John Edward Toews, Hegelianism: The Path Toward Dialectical Humanism, 1805-1841 (Cambridge and New York: Cambridge University Press, 1980), esp. chap. 5.
See Peter E. Gordon, Continental Divide: Heidegger, Cassirer, Davos (Cambridge, MA: Harvard University Press, 2010).
Habermas's first publication as a student was "Mit Heidegger gegen Heidegger denken," published in the Frankfurter Allgemeine Zeitung _(July 25, 1953), which drew the favorable attention of Adorno. On Habermas's break with Heidegger's thought, see Specter, _Habermas, 10.
Jan Baars ed., "Theorie-praxis in de sociologische theorie: Kongres map" (Amsterdam: Afdeling Theoretisch-Wijsgerige Sociologie, Subfakulteit Sociologie, Vrije Universiteit Amsterdam, 1975), 1.
Harry Kunneman, ed., Wetenschap en ideologiekritiek (Meppel and Amsterdam: Boom, 1978), 9.
Jürgen Habermas, "Dogmatism, Reason, and Decision: On Theory and Praxis in Our Scientific Civilization," in Theory and Praxis, trans. John Viertel (Boston: Beacon Press, 1973), 281.
Van Reijen, Jan Baars, and Bert van den Brink (the latter two interviewed on February 8, 2008, Utrecht) all spoke about the affinity of Habermas's system to the Dutch context.
Jan Baars, De mythe van de totale beheersing: Adorno, Horkheimer en de dialektiek van de vooruitgang(Amsterdam: Uitgeverij SUA, 1987), 16.
Martin Jay's The Dialectical Imagination appeared in Dutch in 1977 as De dialektische verbeelding: Een geschiedenis van de Frankfurter Schule en het Institut für Sozialforschung, trans. Chris Kooyman (Baarn: Ambo, 1977).

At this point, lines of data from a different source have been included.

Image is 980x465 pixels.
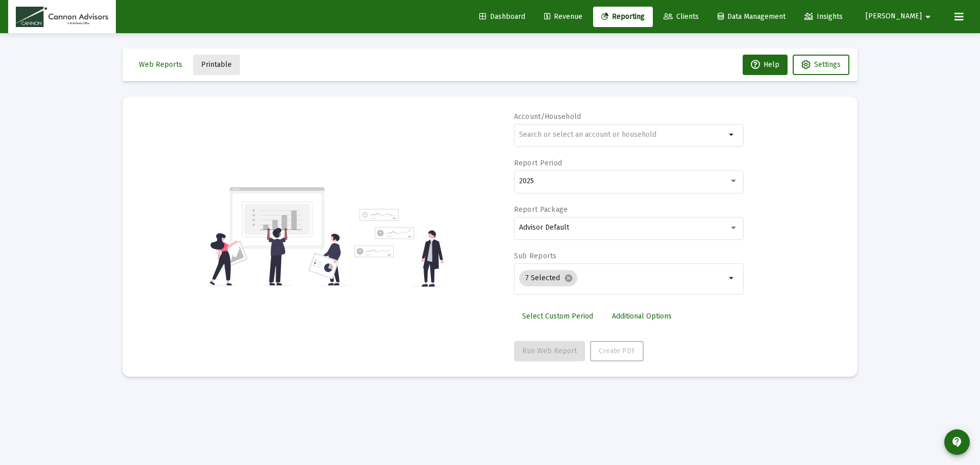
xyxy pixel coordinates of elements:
[16,7,108,27] img: Dashboard
[950,436,963,448] mat-icon: contact_support
[208,185,348,286] img: reporting
[796,7,850,27] a: Insights
[471,7,534,27] a: Dashboard
[138,60,182,69] span: Web Reports
[612,312,672,320] span: Additional Options
[513,112,581,121] label: Account/Household
[513,206,568,214] label: Report Package
[513,158,562,167] label: Report Period
[590,341,643,361] button: Create PDF
[726,272,738,285] mat-icon: arrow_drop_down
[717,12,785,21] span: Data Management
[522,347,576,355] span: Run Web Report
[726,129,738,141] mat-icon: arrow_drop_down
[804,12,842,21] span: Insights
[865,12,922,21] span: [PERSON_NAME]
[354,209,443,286] img: reporting-alt
[513,341,585,361] button: Run Web Report
[522,312,593,320] span: Select Custom Period
[536,7,590,27] a: Revenue
[792,55,849,75] button: Settings
[709,7,794,27] a: Data Management
[201,60,232,69] span: Printable
[193,55,240,75] button: Printable
[601,12,644,21] span: Reporting
[814,60,841,69] span: Settings
[519,177,534,185] span: 2025
[519,223,569,232] span: Advisor Default
[479,12,525,21] span: Dashboard
[519,268,726,288] mat-chip-list: Selection
[513,252,557,260] label: Sub Reports
[593,7,653,27] a: Reporting
[922,7,934,27] mat-icon: arrow_drop_down
[544,12,582,21] span: Revenue
[599,347,634,355] span: Create PDF
[853,6,946,26] button: [PERSON_NAME]
[564,273,573,283] mat-icon: cancel
[750,60,779,69] span: Help
[519,131,726,138] input: Search or select an account or household
[655,7,707,27] a: Clients
[742,55,788,75] button: Help
[519,270,577,286] mat-chip: 7 Selected
[131,55,191,75] button: Web Reports
[663,12,699,21] span: Clients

Jan Baars, "The Anamnesis of the Non-identical in Adorno's Negative Dialectics," in De omheining doorbroken: Economie en filosofie in beweging, ed. Johan Graafland and Frans van Peperstraten (Budel: Uitgeverij DAMON, 2004), 129.
Jürgen Habermas, "A Reply to my Critics," in Habermas: Critical Debates, ed. John B. Thompson and David Held (London and Basingstoke: The Macmillan Press Ltd., 1982), 219.
Harry Kunneman and Jozef Keulartz, Rondom Habermas: Analyses en kritieken (Meppel and Amsterdam: Boom, 1985).
Jan Baars, ed., Aging, Globalization, and Inequality: The New Critical Gerontology (Amityville, NY: Baywood Publishing, 2006).